Tokyo International Film Festival (TIFF) will honour Japanese filmmaker Sho Miyake and Taiwanese director Fu Tien-yu with the Kurosawa Akira Award at its upcoming 37th edition (October 28 to November 6).
The award is presented to filmmakers who have “made waves in cinema and are expected to help guide the industry’s future”. A ceremony to present the awards will be held at the Imperial Hotel Tokyo on November 5.
Miyake, whose 2012 directorial debut Playback played in competition at the Locarno Film Festival, won praise from the selection committee for his recent humanist films Small, Slow But Steady and All The Long Nights, which screened at the Berlinale in 2022 and 2024 respecitvely.
Fu began her career as a novelist before making her directorial debut with Somewhere I Have Never Travelled in 2009. Her most recent film, Day Off picked up awards at Osaka Asian Film Festival, Golden Horse Film Festival and Udine’s Far East Film Festival in 2023. The committee cited Fu as continuing the traditions of Taiwan New Cinema.
The 2024 selection committee members comprised director Yoji Yamada, casting director Yoko Narahashi, critic Saburo Kawamoto and TIFF programming director Shozo Ichiyama.
The Kurosawa Akira Award was revived by the festival in 2022 after an absence of 14 years.
TIFF has also revealed that the jury for its Ethical Film Award will be helmed by actor and director Takumi Saitoh.
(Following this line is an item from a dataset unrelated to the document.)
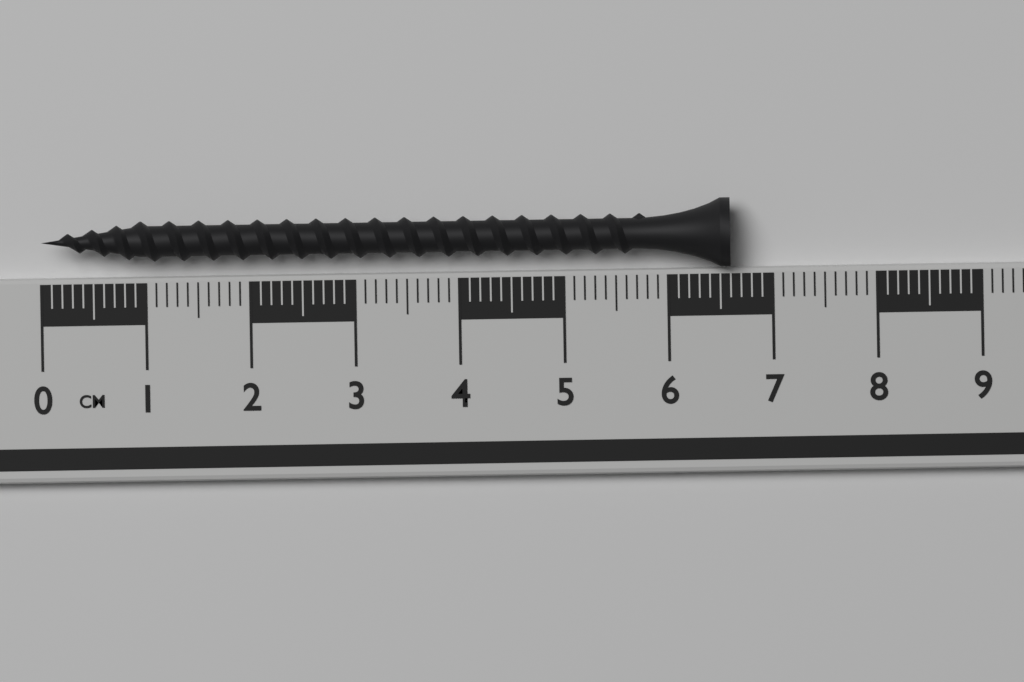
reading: 6.6 cm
The award, established last year, will be presented to a film that “raises awareness of social issues such as the environment, poverty and discrimination and understanding of diversity”. In 2023, the award went to Estibaliz Urresola Solaguren’s 20,000 Species of Bees.
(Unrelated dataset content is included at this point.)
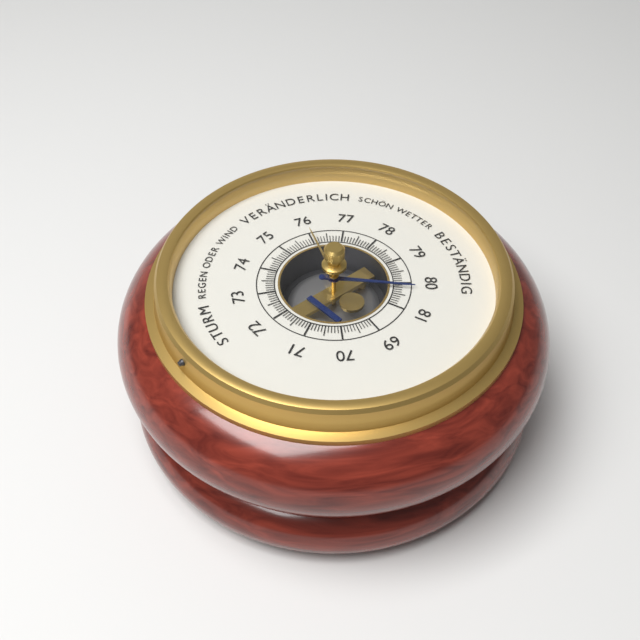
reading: 80.2 (no unit)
Saitoh is known for his performances in Shin Ultraman and The Queen of Villains. His sophomore film as director, Home Sweet Home, debuted at last year’s Shanghai International Film Festival. Saitoh is also known for volunteer activities such as running a mobile cinema for disaster areas and setting up daycare facilities on film sets.
In addition, TIFF has announced its second annual International Symposium on Film Education, in which panellists from around the world discuss how film education contributes to societies facing problems such as war, poverty and refugee crises. It will take place on November 2 at the National Film Archive of Japan.